Comparing William Blake and William Wordsworth

Sonnet 18 In Sonnet 18, William Shakespeare begins by considering what metaphorical comparisons would best reflect the young man, in fact a typical convention of Renaissance poems is to compare beauty and youth with aspects of nature. In the first and in the second stanza he develops the idea of summer: in the first stanza (the introductory part) he wants to compare the young man to a summer day, but he also says that the man is more beautiful and more lovely than a summer day; in fact, he knows, summer can be very short and the weather is changeable: sometimes it’s too hot and sometimes the sun has disappeared, but he can’t be obscured.
Then the poet adds that it is also true that, like a real summer, the young man’s youth will not last forever, because it is how nature goes (it’s temporary). The third stanza starts with an adversative, here the poet concentrates in the man’s beauty and he says that his beauty won’t disappear; not even death can take his beauty, because in poetry the poet is able to preserve the idea of beauty and youth. It is something like a promise: in the world of the poem, the young’s man beauty will never die, but it will go on growing in the minds of readers; Shakespeare wishes to preserve the young man’s beauty against the effects of time.
The poem carries the meaning of an Italian or Petrarchan Sonnet (Petrarchan sonnets typically discuss the love and beauty of a beloved). The theme is the transience of beauty, the poet tries to immortalize the young man’s beauty through his own poetry. Sonnet 130 This is a sonnet written for a dark lady, in which Shakespeare criticizes the idealising tendency of the most Elizabethan love poetry to compare the beloved with nature. Sonnet 130 is clearly a parody of the conventional love sonnet, made popular by Petrarch.

In describing his dark lady, he is careful to emphasise how little she corresponds to the conventional idea of beauty of his time; in fact from the sonnet we can understand that the woman is not beautiful: she doesn’t have soft hair, instead she has got black wire hair, she doesn’t have brilliant eyes and red lips , she has dark skin (breasts), moreover he can’t see the colour of the roses in her cheeks and her breath can’t be compared to perfume, her voice is not as pleasant as music and she doesn’t walk like a goddess.
For him, however, the fact that she is not conventionally beautiful is an indication of her “natural” beauty; what fascinates the poet in his lady are the things that make her unique in his eyes, these things make her rare in a world in which the women have to correspond to an ideal notion of beauty. So Shakespeare ends the sonnet by proclaiming his love for his mistress, so he does finally embrace the fundamental theme in Petrarch’s sonnets: total and consuming love.
Romeo and Juliet (balcony scene) After seeing Juliet at the Capulet’s house during the feast, Romeo secretly return to see her again: Romeo, hidden amongst the shadows outside Capulet’s house, sees Juliet in the balcony; Juliet, believing that she is alone, professes her love for Romeo and her profound sorrow that he is a Montague. Romeo reveals himself and the lovers speak to each other.
Romeo is very poetic when he speaks about Juliet, he is a platonic lover, in fact he describes Juliet as a perfect woman (he idealizes Juliet): he says Juliet is the sun and the moon is jealous, her eyes are far more brighter than the sun, they are so brighter that the birds sing all the time. He describes her using some of the conventions of courtly love and Neo-Platonism found in sonnets of the time.
Instead Juliet, even if she has the passion, goes right into the problem, which is the name; she is more realistic and she’s worried because Romeo shouldn’t be there and if someone sees him he could die. The dominating image in Romeo and Juliet is light: Romeo associates Juliet with sunlight and stars and the light emanating from angels. Shakespeare’s works are written in Early Modern English; the language used by Romeo and Juliet, particularly Romeo, is often lyrical.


**Description of the task:** Count the lines below that contain the word "filled", and reply with that number alone.

**Figure record listings:**
..............................
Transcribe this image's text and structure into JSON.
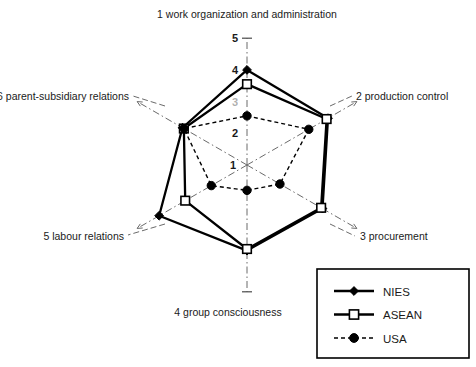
{
  "chart_data": {
    "type": "radar",
    "title": "",
    "categories": [
      "1 work organization and administration",
      "2 production control",
      "3 procurement",
      "4  group consciousness",
      "5 labour relations",
      "6 parent-subsidiary relations"
    ],
    "tick_labels": [
      "1",
      "2",
      "3",
      "4",
      "5"
    ],
    "tick_values": [
      1,
      2,
      3,
      4,
      5
    ],
    "rlim": [
      1,
      5
    ],
    "grid": false,
    "legend_position": "bottom-right",
    "series": [
      {
        "name": "NIES",
        "marker": "filled-diamond",
        "line": "solid",
        "color": "#000000",
        "values": [
          4.0,
          3.95,
          3.75,
          3.7,
          4.2,
          3.35
        ]
      },
      {
        "name": "ASEAN",
        "marker": "open-square",
        "line": "solid",
        "color": "#000000",
        "values": [
          3.55,
          3.9,
          3.7,
          3.65,
          3.25,
          3.3
        ]
      },
      {
        "name": "USA",
        "marker": "filled-circle",
        "line": "dashed",
        "color": "#000000",
        "values": [
          2.55,
          3.25,
          2.2,
          1.8,
          2.3,
          3.3
        ]
      }
    ]
  },
  "legend": {
    "entries": [
      {
        "label": "NIES"
      },
      {
        "label": "ASEAN"
      },
      {
        "label": "USA"
      }
    ]
  }
}
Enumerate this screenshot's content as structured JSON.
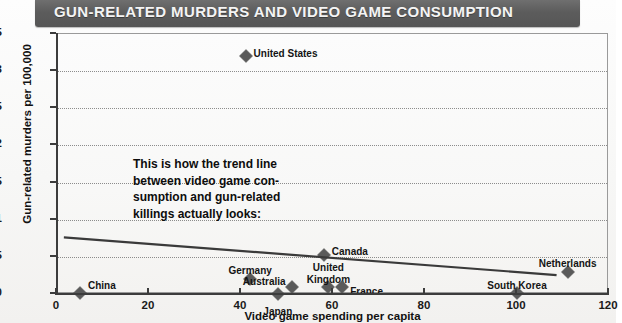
{
  "title": "GUN-RELATED MURDERS AND VIDEO GAME CONSUMPTION",
  "annotation": {
    "line1": "This is how the trend line",
    "line2": "between video game con-",
    "line3": "sumption and gun-related",
    "line4": "killings actually looks:"
  },
  "colors": {
    "banner": "#5c5c5c",
    "marker": "#5a5a5a",
    "trend_line": "#3a3a3a",
    "grid": "#7a7a7a",
    "axis": "#3c3c3c",
    "title_text": "#f4f4f4"
  },
  "chart_data": {
    "type": "scatter",
    "title": "GUN-RELATED MURDERS AND VIDEO GAME CONSUMPTION",
    "xlabel": "Video game spending per capita",
    "ylabel": "Gun-related murders per 100,000",
    "xlim": [
      0,
      120
    ],
    "ylim": [
      0,
      3.5
    ],
    "xticks": [
      0,
      20,
      40,
      60,
      80,
      100,
      120
    ],
    "yticks": [
      0,
      0.5,
      1,
      1.5,
      2,
      2.5,
      3,
      3.5
    ],
    "xtick_labels": [
      "0",
      "20",
      "40",
      "60",
      "80",
      "100",
      "120"
    ],
    "ytick_labels": [
      "0",
      "0.5",
      "1",
      "1.5",
      "2",
      "2.5",
      "3",
      "3.5"
    ],
    "grid": "horizontal-dotted",
    "legend": "none",
    "points": [
      {
        "label": "China",
        "x": 5,
        "y": 0.02,
        "label_dx": 8,
        "label_dy": -13,
        "label_align": "left"
      },
      {
        "label": "Germany",
        "x": 42,
        "y": 0.2,
        "label_dx": 0,
        "label_dy": -14,
        "label_align": "center"
      },
      {
        "label": "Japan",
        "x": 48,
        "y": 0.0,
        "label_dx": 0,
        "label_dy": 12,
        "label_align": "center"
      },
      {
        "label": "Australia",
        "x": 51,
        "y": 0.1,
        "label_dx": -6,
        "label_dy": -11,
        "label_align": "right"
      },
      {
        "label": "United",
        "x": 59,
        "y": 0.1,
        "label_dx": 0,
        "label_dy": -25,
        "label_align": "center"
      },
      {
        "label": "Kingdom",
        "x": 59,
        "y": 0.1,
        "label_dx": 0,
        "label_dy": -13,
        "label_align": "center"
      },
      {
        "label": "France",
        "x": 62,
        "y": 0.1,
        "label_dx": 8,
        "label_dy": -1,
        "label_align": "left"
      },
      {
        "label": "Canada",
        "x": 58,
        "y": 0.52,
        "label_dx": 8,
        "label_dy": -9,
        "label_align": "left"
      },
      {
        "label": "United States",
        "x": 41,
        "y": 3.2,
        "label_dx": 8,
        "label_dy": -8,
        "label_align": "left"
      },
      {
        "label": "South Korea",
        "x": 100,
        "y": 0.02,
        "label_dx": 0,
        "label_dy": -13,
        "label_align": "center"
      },
      {
        "label": "Netherlands",
        "x": 111,
        "y": 0.3,
        "label_dx": 0,
        "label_dy": -14,
        "label_align": "center"
      }
    ],
    "trend_line": {
      "x0": 1.5,
      "y0": 0.74,
      "x1": 109,
      "y1": 0.23,
      "note": "downward sloping least-squares fit"
    }
  }
}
..............................
**Exercise answer:** 2